At a Virtual Star Party, attendees remotely look through telescopes located around the world. No matter the viewers' locations or atmospheric conditions, they are treated to views like this one of Uranus and its satellites. The telescope users and hosts appear at the bottom of the screen. // Virtual Star Party/Universe Today/CosmoQuest/Mike Phillips
In this digital age, when you can easily access 3-D panoramas of offshore real-estate investment opportunities and comment on pictures of your high school class president’s second honeymoon to Fiji, doesn’t it make sense that you should be able to look through a telescope online, too?
Many people who love space and love to look at it don’t have clear, dark skies or telescopes to point at the sky even if it is clear and dark. Frasier Cain, the publisher of the website Universe Today, thought that these rained-out and light-polluted sky-o-philes still deserved to see a magnified, brightened view of the universe’s wonders.
At the time Cain came up with the idea of a virtual star party, he was brainstorming ways to augment the prolific “Astronomy Cast” podcast, which he co-hosts with Pamela Gay.
“We had been using Google's Hangouts on Air service for several months to broadcast interviews and live episodes of our podcast,” Cain says. “I was trying to think of ways I could improve the experience and thought it would be cool to show people a live view through a telescope. I made a call for volunteers on Google+, and several astronomers offered to help me figure it out.”
An unlimited number of people now can tune in to a virtual star party “Google+ Hangout” and virtually look through the telescopes of accomplished amateur and professional astronomers all over the world — live.
The experiment has been a success from the beginning. “Once I saw the Moon in a Hangout window, I knew we could do anything,” Cain says. Google seems to agree, as the company featured the star parties in a recent ad, touchingly edited and soundtracked as usual.
Today, a little more than a year after the first online star party, each event boasts a few thousand individual viewers, with several hundred tuned in at a time. Many attendees are repeat visitors.
When asked why people keep coming back, Cain says, “I hope a big part of it is the hangout itself, how we're enjoying ourselves and moving from object to object. It's part education and part entertainment.”
Still, can looking at someone else’s telescopic view on your computer screen ever be as powerful as pointing your own telescope at the night sky and collecting light?
“Nothing can ever be a substitute for really putting your eye to a telescope and seeing Saturn or the Moon with your own eyes,” Cain says, “but if you live in a light-polluted city, or the weather's bad, or you just don't have the gear, we can provide a reasonable substitute — I hope. Also, I think the camaraderie and knowledge we bring helps bridge that gap a little; it's nice to hear-deep sky objects explained by three Ph.D. astronomy professors.”
Cain and co-hosts hold virtual star parties weekly on Sunday nights and when there are special events. The timing varies, so check out the CosmoQuest calendar or Virtual Star Party Google+ page for details. The latter page also has archived “event highlight” photos of objects observed during past parties.
You can see archived video of the events on the CosmoQuest YouTube channel.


- _What to do_: Scan the entries and copy each line where the word "curve" is present.
——
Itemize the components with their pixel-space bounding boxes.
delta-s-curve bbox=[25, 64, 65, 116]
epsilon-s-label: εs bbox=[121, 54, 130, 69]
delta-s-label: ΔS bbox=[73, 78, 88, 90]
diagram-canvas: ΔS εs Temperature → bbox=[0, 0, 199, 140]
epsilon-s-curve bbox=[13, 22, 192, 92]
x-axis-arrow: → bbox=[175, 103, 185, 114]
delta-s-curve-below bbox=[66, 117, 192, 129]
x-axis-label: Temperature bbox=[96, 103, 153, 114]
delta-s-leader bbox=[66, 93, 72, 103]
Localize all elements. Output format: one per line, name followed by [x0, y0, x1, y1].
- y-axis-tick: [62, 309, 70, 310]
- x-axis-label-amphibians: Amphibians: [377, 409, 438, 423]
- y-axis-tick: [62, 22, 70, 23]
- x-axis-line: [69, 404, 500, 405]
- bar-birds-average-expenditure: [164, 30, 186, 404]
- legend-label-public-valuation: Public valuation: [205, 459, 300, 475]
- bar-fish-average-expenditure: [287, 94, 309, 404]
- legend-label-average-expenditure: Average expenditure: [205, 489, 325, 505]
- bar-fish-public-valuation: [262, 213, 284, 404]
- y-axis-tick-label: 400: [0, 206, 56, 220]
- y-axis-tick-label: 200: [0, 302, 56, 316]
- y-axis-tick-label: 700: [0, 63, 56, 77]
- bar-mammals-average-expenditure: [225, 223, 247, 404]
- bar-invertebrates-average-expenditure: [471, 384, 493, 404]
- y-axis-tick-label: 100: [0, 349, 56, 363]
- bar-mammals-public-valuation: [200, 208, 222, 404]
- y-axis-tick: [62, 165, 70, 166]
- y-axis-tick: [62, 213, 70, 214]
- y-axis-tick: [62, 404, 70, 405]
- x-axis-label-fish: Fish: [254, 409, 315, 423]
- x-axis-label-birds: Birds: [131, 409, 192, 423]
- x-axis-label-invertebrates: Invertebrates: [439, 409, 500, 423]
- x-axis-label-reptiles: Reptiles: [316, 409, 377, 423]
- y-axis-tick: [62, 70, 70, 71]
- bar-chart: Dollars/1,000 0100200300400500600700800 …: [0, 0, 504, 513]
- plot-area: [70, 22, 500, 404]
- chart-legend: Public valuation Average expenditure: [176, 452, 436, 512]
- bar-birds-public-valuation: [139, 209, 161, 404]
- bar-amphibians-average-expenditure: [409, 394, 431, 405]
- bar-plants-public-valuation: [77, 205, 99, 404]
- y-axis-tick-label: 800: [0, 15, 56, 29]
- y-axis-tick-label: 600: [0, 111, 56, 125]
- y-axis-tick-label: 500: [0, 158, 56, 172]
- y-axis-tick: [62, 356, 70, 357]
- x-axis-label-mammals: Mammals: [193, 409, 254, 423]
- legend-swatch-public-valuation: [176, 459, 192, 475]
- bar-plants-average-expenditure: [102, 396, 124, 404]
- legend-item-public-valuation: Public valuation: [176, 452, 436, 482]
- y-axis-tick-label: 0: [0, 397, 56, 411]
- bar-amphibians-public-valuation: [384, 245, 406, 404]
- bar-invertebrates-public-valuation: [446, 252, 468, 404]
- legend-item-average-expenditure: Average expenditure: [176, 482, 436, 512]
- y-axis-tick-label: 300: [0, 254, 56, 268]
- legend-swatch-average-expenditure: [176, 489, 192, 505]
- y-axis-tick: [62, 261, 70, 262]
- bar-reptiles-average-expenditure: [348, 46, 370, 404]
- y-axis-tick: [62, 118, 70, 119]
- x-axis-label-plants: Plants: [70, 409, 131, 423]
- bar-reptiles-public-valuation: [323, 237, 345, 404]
——
- _Solution_:
delta-s-curve bbox=[25, 64, 65, 116]
epsilon-s-curve bbox=[13, 22, 192, 92]
delta-s-curve-below bbox=[66, 117, 192, 129]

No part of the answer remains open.